Rev Sharpton was stabbed in the chest with a five-inch blade by a white man during a protest in New York in 1991.

The knife missed his heart and he survived.

“How can I complain?” asked Rev Sharpton.

“I might be vilified but I got a lot more done positive for me than they did so how can I complain?

“Compare the people I followed: they never had a TV show, they never had a radio show – or had a friend with an estate in the Hamptons,” he joked.

Rev Sharpton and John Legend at the Tribeca Festival on Saturday (WireImage)

The activist told how he has witnessed many “victories” in the movement including the US electing its first ever Black president, Barack Obama.

He said he was once asked how he would carry on being a civil rights leader under a Black president.

“How can you fight and challenge the head of state without undermining him?” he asked.

He said it has been a “learning process and evolving process” for him over the last 20 years as he said that – now that Black people hold more positions of power and influence – they have to prove that it wasn’t “all an ego trip”.

Recounting a conversation with Mandela when he won the election in South Africa in 1994, Rev Sharpton recalled the new president telling him: “We’ve proven now that we can win an election. Now we have to prove that we can run a country.”

“The real challenge,” said Rev Sharpton, “is now that we’ve got here – we’ve got a Black mayor, Black police commissioner, Black president of the city council here tonight [in New York City] ... we’ve got more power than Blacks ever had.

“Now we’ve got to prove we can bring crime down and policing at the same time.

“We have to prove that it wasn’t all an ego trip that when we get into positions we do something with it.”

However – despite there being much more to be done – Rev Sharpton said that the fact that Juneteenth is now a federal holiday in the US and that the Tribeca Film Festival closed with a screening about civil rights is itself a sign of the progress that has been made.

“I think it’s amazing that on the eve of Juneteenth – that is now a national holiday – that Tribeca in all that it means to this city and around the world would have this film on this night,” he said.
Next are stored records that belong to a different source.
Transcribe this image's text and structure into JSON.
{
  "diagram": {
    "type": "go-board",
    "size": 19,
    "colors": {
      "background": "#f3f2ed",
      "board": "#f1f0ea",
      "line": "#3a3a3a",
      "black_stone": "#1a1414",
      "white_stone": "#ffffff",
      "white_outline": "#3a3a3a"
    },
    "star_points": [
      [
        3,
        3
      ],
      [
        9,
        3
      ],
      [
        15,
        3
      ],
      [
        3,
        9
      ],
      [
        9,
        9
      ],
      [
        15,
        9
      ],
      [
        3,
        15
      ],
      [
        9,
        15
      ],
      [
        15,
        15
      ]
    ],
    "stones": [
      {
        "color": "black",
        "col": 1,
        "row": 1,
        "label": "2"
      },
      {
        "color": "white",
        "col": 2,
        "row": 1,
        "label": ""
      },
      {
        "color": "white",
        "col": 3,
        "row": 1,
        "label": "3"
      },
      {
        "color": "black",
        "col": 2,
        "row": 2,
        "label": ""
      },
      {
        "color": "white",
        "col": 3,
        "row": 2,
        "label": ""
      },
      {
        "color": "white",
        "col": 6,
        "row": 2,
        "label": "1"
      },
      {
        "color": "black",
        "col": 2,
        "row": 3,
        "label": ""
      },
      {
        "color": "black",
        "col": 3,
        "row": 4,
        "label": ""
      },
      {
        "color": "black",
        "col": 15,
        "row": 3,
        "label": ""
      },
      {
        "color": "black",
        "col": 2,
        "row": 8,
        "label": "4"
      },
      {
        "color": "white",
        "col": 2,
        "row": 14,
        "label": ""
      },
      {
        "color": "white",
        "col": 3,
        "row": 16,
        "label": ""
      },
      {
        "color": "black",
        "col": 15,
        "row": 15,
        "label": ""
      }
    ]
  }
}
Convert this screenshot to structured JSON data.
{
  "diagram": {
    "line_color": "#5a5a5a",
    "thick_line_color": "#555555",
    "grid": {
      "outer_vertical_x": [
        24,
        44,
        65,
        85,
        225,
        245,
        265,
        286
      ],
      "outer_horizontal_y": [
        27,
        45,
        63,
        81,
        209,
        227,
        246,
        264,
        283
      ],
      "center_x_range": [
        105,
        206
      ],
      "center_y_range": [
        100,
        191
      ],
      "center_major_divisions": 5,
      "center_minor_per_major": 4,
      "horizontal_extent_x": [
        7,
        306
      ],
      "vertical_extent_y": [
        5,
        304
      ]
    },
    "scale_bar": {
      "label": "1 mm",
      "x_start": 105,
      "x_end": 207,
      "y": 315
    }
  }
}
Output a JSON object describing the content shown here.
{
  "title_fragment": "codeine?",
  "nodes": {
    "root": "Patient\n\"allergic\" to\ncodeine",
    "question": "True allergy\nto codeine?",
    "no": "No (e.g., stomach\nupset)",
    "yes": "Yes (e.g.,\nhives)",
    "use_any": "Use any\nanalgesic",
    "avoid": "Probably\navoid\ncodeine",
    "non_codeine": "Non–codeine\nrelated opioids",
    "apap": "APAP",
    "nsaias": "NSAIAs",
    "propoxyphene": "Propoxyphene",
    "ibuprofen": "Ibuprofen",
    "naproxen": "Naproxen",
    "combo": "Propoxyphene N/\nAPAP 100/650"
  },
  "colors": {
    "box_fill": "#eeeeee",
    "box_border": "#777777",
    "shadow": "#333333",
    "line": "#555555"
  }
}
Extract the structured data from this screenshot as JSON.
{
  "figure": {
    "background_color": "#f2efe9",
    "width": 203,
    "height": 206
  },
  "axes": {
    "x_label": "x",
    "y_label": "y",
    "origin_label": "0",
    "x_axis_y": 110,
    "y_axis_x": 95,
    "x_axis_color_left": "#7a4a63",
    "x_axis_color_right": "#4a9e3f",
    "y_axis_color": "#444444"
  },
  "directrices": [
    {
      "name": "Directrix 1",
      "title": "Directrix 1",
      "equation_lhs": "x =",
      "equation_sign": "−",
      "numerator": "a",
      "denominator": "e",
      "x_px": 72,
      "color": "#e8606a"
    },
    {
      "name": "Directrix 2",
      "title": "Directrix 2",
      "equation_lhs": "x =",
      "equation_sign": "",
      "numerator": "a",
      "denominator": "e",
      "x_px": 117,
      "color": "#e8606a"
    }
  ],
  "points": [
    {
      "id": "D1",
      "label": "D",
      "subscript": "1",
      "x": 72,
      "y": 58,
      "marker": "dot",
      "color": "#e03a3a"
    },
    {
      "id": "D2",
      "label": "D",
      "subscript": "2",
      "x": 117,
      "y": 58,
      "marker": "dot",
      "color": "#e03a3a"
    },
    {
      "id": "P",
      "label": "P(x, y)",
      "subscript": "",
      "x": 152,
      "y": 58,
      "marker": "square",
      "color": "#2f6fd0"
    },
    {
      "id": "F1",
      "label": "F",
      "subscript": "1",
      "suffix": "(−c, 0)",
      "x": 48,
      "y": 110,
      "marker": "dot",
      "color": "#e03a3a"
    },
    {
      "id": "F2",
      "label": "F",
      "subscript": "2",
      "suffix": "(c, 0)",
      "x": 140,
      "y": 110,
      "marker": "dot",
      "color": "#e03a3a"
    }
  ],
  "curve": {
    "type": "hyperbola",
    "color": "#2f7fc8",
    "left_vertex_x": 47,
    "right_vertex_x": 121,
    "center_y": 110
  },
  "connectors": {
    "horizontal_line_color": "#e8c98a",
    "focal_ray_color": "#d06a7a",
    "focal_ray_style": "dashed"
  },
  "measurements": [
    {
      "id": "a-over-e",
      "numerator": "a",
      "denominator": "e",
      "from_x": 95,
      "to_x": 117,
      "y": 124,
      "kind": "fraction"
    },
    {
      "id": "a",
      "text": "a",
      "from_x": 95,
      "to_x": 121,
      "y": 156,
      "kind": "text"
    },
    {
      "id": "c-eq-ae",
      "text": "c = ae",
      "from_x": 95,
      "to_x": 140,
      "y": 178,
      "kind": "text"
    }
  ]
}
“There was a time that people in the art world in New York would not talk about issues like this and to give this such a prominent space means a whole lot to the movement.”

Robert De Niro, MSNBC president Rashida Jones and Al Sharpton attend "Loudmouth" Premiere during 2022 Tribeca Festival (Getty Images for Tribeca Festiva)
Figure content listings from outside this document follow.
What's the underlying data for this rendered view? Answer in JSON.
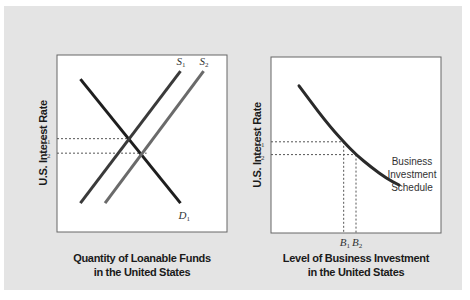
{
  "colors": {
    "background_panel": "#e4e4e4",
    "plot_area": "#ffffff",
    "demand_line": "#1e1e1e",
    "supply_1_line": "#3a3a3a",
    "supply_2_line": "#6a6a6a",
    "investment_curve": "#2a2a2a",
    "dashed_guide": "#555555"
  },
  "chart_data": [
    {
      "type": "line",
      "title": "",
      "xlabel_line1": "Quantity of Loanable Funds",
      "xlabel_line2": "in the United States",
      "ylabel": "U.S. Interest Rate",
      "xlim": [
        0,
        10
      ],
      "ylim": [
        0,
        10
      ],
      "grid": false,
      "series": [
        {
          "name": "D",
          "subscript": "1",
          "points": [
            [
              1,
              9
            ],
            [
              7.5,
              1.3
            ]
          ]
        },
        {
          "name": "S",
          "subscript": "1",
          "points": [
            [
              1,
              1.3
            ],
            [
              7.5,
              9.5
            ]
          ]
        },
        {
          "name": "S",
          "subscript": "2",
          "points": [
            [
              2.6,
              1.3
            ],
            [
              9,
              9.5
            ]
          ]
        }
      ],
      "y_ticks": [
        {
          "base": "i",
          "subscript": "1",
          "value": 5.3
        },
        {
          "base": "i",
          "subscript": "2",
          "value": 4.4
        }
      ],
      "guides": [
        {
          "from_tick": "i1",
          "to_x": 4.4
        },
        {
          "from_tick": "i2",
          "to_x": 5.3
        }
      ]
    },
    {
      "type": "line",
      "title": "",
      "xlabel_line1": "Level of Business Investment",
      "xlabel_line2": "in the United States",
      "ylabel": "U.S. Interest Rate",
      "xlim": [
        0,
        10
      ],
      "ylim": [
        0,
        10
      ],
      "grid": false,
      "series": [
        {
          "name": "Business Investment Schedule",
          "label_lines": [
            "Business",
            "Investment",
            "Schedule"
          ],
          "points": [
            [
              1.3,
              8.7
            ],
            [
              3.0,
              6.5
            ],
            [
              4.2,
              5.2
            ],
            [
              5.0,
              4.4
            ],
            [
              6.0,
              3.6
            ],
            [
              7.0,
              2.9
            ],
            [
              7.8,
              2.5
            ]
          ]
        }
      ],
      "y_ticks": [
        {
          "base": "i",
          "subscript": "1",
          "value": 5.2
        },
        {
          "base": "i",
          "subscript": "2",
          "value": 4.4
        }
      ],
      "x_ticks": [
        {
          "base": "B",
          "subscript": "1",
          "value": 4.2
        },
        {
          "base": "B",
          "subscript": "2",
          "value": 5.0
        }
      ]
    }
  ]
}
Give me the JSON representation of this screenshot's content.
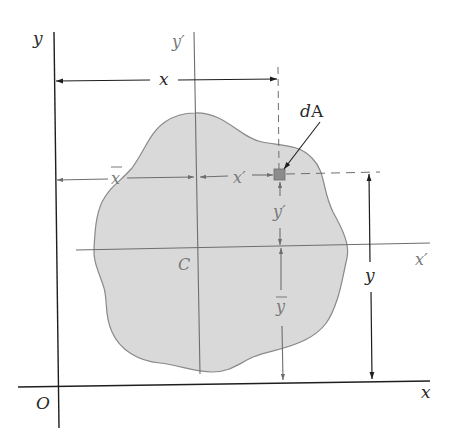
{
  "diagram": {
    "colors": {
      "background": "#ffffff",
      "area_fill": "#d9d9d9",
      "area_outline": "#8a8a8a",
      "axis_dark": "#1e1e1e",
      "axis_gray": "#6e6e6e",
      "element_fill": "#8c8c8c"
    },
    "labels": {
      "y_axis": "y",
      "y_prime_axis": "y′",
      "x_axis": "x",
      "x_prime_axis": "x′",
      "origin": "O",
      "centroid": "C",
      "element": "dA",
      "x_distance": "x",
      "x_bar": "x",
      "x_prime_distance": "x′",
      "y_prime_distance": "y′",
      "y_bar": "y",
      "y_distance": "y"
    },
    "nodes": [
      {
        "id": "O",
        "label": "O",
        "role": "origin"
      },
      {
        "id": "C",
        "label": "C",
        "role": "centroid"
      },
      {
        "id": "dA",
        "label": "dA",
        "role": "area element"
      }
    ],
    "axes": [
      {
        "id": "x",
        "label": "x",
        "through": "O",
        "direction": "horizontal"
      },
      {
        "id": "y",
        "label": "y",
        "through": "O",
        "direction": "vertical"
      },
      {
        "id": "x_prime",
        "label": "x′",
        "through": "C",
        "direction": "horizontal"
      },
      {
        "id": "y_prime",
        "label": "y′",
        "through": "C",
        "direction": "vertical"
      }
    ],
    "dimensions": [
      {
        "label": "x",
        "from": "y axis",
        "to": "dA",
        "direction": "horizontal"
      },
      {
        "label": "x̄",
        "from": "y axis",
        "to": "y′ axis",
        "direction": "horizontal"
      },
      {
        "label": "x′",
        "from": "y′ axis",
        "to": "dA",
        "direction": "horizontal"
      },
      {
        "label": "y′",
        "from": "x′ axis",
        "to": "dA",
        "direction": "vertical"
      },
      {
        "label": "ȳ",
        "from": "x axis",
        "to": "x′ axis",
        "direction": "vertical"
      },
      {
        "label": "y",
        "from": "x axis",
        "to": "dA",
        "direction": "vertical"
      }
    ]
  }
}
He pointed out that members of the families of George Floyd, Ahmaud Arbery, Eric Garner and Nelson Mandela were in the room, saying that it was important for them to see that moment.

“For all of them to see that Tribeca would end the night before Juneteenth and highlight to the world that struggle – it is bigger than all of us but we are characters in this,” he said.

Juneteenth commemorates the day – 19 June 1865 – when the last enslaved African-Americans learned that slavery had been abolished.

The Emancipation Proclamation had been issued in 1863 by President Abraham Lincoln but it was two more years until the word reached the last people in Texas.

In 2021, President Joe BIden made Juneteenth a federal holiday.